The recent research has uncovered a serious vulnerability inside the Model Context Protocol (MCP), the standard that powers communication between AI agents, developed and maintained by Anthropic. The implications are significant and wide-reaching.
What Is MCP?
MCP is the backbone that allows AI agents and applications to connect with external tools, data, and systems. Millions of developers build on it daily, which is exactly what makes this discovery so critical.
What Was Found?
This is not a simple coding mistake. The researchers describe it as an architectural flaw built into Anthropic’s official MCP software kits across every supported programming language, including Python, TypeScript, Java, and Rust. Any developer building on MCP unknowingly carries this vulnerability into their product.

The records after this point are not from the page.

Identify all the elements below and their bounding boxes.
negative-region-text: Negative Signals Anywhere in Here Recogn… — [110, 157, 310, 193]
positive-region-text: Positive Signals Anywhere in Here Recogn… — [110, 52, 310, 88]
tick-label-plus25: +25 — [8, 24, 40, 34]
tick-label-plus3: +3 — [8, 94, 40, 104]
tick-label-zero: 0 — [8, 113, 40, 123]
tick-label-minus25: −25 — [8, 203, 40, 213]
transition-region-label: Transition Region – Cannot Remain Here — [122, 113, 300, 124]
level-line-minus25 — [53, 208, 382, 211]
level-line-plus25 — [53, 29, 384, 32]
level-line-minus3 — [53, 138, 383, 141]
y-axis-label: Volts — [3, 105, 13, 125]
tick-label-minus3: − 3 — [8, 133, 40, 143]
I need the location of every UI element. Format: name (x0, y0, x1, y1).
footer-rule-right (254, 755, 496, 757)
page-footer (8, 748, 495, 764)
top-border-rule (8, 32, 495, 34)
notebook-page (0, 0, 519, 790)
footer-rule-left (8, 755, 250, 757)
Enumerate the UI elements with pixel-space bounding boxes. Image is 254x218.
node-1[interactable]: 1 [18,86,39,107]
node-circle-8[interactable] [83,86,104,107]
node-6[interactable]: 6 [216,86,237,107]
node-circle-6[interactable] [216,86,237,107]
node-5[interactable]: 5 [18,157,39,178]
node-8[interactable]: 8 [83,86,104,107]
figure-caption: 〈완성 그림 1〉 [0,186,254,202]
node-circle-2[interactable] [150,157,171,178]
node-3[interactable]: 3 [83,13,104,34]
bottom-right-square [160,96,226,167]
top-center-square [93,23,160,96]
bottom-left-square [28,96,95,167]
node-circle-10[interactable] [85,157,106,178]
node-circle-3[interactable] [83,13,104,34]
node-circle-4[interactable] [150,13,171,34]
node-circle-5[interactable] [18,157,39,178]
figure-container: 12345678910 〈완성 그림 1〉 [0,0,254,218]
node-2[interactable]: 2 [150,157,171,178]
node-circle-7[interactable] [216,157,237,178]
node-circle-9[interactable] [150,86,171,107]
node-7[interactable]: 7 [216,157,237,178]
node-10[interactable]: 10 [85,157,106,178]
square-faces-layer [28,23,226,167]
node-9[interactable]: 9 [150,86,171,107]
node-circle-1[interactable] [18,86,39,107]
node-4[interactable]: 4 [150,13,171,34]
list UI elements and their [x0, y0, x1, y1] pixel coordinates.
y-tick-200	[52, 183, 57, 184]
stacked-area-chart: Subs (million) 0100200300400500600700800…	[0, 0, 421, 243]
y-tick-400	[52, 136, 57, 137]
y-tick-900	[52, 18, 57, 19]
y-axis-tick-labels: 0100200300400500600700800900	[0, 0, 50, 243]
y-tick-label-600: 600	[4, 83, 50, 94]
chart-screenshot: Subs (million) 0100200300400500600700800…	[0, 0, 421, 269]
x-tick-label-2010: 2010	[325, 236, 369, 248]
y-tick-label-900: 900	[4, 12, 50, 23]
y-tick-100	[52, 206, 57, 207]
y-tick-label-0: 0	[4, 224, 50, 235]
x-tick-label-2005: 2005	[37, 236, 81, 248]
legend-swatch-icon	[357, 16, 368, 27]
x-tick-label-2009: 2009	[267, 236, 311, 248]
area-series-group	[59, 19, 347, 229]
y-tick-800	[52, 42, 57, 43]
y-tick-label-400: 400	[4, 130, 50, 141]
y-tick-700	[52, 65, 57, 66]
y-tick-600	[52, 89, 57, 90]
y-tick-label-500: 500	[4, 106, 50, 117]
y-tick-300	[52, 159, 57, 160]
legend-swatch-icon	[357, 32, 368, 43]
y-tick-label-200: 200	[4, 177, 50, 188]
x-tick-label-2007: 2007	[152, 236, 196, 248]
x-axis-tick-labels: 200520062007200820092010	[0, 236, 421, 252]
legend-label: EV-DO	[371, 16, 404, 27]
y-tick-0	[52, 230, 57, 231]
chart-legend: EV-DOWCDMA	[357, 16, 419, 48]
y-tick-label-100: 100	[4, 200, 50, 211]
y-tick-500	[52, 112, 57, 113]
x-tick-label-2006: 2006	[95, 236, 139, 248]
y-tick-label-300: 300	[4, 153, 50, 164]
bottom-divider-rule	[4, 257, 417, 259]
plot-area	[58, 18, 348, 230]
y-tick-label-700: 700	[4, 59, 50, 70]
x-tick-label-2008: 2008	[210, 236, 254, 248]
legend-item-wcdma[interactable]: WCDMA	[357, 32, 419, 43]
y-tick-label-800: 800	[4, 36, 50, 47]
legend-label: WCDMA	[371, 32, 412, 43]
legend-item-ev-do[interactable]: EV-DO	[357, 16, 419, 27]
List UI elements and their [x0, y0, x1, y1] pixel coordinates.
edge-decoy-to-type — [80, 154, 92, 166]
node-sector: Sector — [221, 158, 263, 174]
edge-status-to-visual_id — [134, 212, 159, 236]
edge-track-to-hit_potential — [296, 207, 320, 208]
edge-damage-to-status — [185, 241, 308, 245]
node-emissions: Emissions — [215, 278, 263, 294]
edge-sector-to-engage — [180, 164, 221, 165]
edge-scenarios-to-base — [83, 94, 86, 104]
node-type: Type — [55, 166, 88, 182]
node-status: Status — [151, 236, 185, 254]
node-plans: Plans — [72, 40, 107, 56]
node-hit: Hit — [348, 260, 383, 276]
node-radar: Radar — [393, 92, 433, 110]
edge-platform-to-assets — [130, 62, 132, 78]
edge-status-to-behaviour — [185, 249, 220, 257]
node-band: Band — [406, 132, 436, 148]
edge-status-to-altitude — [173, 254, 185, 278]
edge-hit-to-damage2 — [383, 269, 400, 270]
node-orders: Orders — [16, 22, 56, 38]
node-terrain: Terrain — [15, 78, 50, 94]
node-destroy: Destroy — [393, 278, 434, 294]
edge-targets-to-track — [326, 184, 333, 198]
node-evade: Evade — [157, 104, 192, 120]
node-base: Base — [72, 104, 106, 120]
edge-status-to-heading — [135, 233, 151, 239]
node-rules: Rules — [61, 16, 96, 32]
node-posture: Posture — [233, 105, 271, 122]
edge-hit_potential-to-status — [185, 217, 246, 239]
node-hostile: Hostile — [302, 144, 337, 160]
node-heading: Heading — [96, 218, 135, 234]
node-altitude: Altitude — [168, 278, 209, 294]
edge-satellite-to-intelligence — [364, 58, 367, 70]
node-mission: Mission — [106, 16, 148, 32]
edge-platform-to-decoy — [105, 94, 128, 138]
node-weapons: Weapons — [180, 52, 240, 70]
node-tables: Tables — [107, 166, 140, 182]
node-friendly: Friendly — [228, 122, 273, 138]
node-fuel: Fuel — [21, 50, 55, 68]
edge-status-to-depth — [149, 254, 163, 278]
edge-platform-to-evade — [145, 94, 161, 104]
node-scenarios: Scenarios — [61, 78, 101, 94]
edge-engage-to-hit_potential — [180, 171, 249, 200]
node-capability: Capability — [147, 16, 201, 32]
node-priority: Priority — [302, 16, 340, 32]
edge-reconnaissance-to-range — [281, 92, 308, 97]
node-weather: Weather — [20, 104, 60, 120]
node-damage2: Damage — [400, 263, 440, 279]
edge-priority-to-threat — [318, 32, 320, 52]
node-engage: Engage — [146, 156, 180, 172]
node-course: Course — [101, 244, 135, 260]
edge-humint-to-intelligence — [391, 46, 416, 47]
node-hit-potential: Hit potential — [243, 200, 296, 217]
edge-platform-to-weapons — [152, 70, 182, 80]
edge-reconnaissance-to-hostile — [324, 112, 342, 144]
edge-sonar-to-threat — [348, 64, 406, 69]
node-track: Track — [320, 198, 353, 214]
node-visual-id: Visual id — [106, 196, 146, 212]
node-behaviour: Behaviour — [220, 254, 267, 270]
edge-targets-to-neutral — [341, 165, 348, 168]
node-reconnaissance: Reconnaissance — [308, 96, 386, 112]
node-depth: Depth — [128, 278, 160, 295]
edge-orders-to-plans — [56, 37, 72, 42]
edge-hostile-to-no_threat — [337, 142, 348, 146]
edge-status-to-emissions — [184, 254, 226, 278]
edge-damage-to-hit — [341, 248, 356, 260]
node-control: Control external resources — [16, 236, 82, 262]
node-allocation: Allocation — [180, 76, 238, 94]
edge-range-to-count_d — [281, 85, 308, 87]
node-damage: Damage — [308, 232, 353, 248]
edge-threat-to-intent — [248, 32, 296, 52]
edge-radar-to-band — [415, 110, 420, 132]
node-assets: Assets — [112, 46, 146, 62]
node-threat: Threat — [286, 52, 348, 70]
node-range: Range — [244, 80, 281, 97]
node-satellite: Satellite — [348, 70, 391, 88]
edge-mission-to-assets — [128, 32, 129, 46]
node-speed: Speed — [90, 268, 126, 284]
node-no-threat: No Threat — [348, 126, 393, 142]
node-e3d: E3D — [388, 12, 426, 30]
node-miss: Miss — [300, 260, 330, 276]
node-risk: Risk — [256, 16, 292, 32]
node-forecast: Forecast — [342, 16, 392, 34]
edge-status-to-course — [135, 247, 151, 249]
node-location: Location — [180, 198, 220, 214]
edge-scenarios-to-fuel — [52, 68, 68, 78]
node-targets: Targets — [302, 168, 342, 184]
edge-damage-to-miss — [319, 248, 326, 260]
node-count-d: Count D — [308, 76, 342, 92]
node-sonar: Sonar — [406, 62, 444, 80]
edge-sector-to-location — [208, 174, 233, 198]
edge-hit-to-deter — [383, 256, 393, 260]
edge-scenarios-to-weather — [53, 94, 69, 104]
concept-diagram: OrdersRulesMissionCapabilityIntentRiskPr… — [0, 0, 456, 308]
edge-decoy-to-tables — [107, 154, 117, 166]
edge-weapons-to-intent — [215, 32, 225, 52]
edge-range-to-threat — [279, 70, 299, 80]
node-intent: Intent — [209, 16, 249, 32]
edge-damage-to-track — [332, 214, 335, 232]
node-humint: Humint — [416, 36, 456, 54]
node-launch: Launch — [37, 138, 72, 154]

10 CVEs issued – MCP vulnerability findings
| CVE ID | Product | Attack type | Severity | Status |
|---|---|---|---|---|
| CVE-2025-65720 | GPT Researcher | UI injection / reverse shell | Critical | Reported |
| CVE-2026-30623 | LiteLLM | Authenticated RCE via JSON config | Critical | Patched |
| CVE-2026-30624 | Agent Zero | Unauthenticated UI injection | Critical | Reported |
| CVE-2026-30618 | Fay Framework | Unauthenticated web-GUI RCE | Critical | Reported |
| CVE-2026-33224 | Bisheng | Authenticated UI injection | Critical | Patched |
| CVE-2026-30617 | Langchain-Chatchat | Unauthenticated UI injection | Critical | Reported |
| CVE-2026-33224 | Jaaz | Unauthenticated UI injection | Critical | Reported |
| CVE-2026-30625 | Upsonic | Allowlist bypass via npx/npm args | High | Warning |
| CVE-2026-30615 | Windsurf | Zero-click prompt injection to local RCE | Critical | Reported |
| CVE-2026-26015 | DocsGPT | MITM transport-type substitution | Critical | Patched |
The flaw allows attackers to run commands directly on any vulnerable server, which gives them access to:
- User data
- Internal databases
- API keys
- Chat histories
The scale of exposure:
- 150 million+ downloads affected
- 7,000+ publicly accessible servers at risk
- Up to 200,000 vulnerable instances identified
- Commands successfully executed on six live production platforms
- Critical vulnerabilities confirmed in LiteLLM, LangChain, and IBM’s LangFlow
- 10 CVEs issued, all rated Critical or High
The flaw can be triggered in 4 ways:

- Unauthenticated access through AI framework interfaces
- Hardening bypasses in supposedly protected environments
- Zero-click prompt injection inside popular AI coding tools like Windsurf and Cursor
- Malicious packages planted in MCP registries. 9 out of 11 registries tested were successfully compromised
Anthropic’s Response
The findings included repeated recommendations for fixes that could have protected all downstream users at once. Anthropic declined, calling the behavior “expected” and placing responsibility on individual developers to secure their own implementations. A quiet policy update followed, but the root problem remains unfixed.
What This Means
AI tools are being built and deployed faster than they are being secured. This incident makes that reality impossible to ignore. If your systems connect to AI tools built on MCP, now is the time to get them properly assessed, before someone else finds what you haven’t looked for.
Qualysec’s Take on Emerging Security Risks
Qualysec, a human-led, AI-powered penetration testing company, is prepared to deal with exactly this kind of threat landscape. As part of ongoing efforts to address modern security challenges, we continue to study vulnerabilities in emerging technologies, such as AI frameworks. Our goal is to help organizations stay aware and protected by building more resilient systems.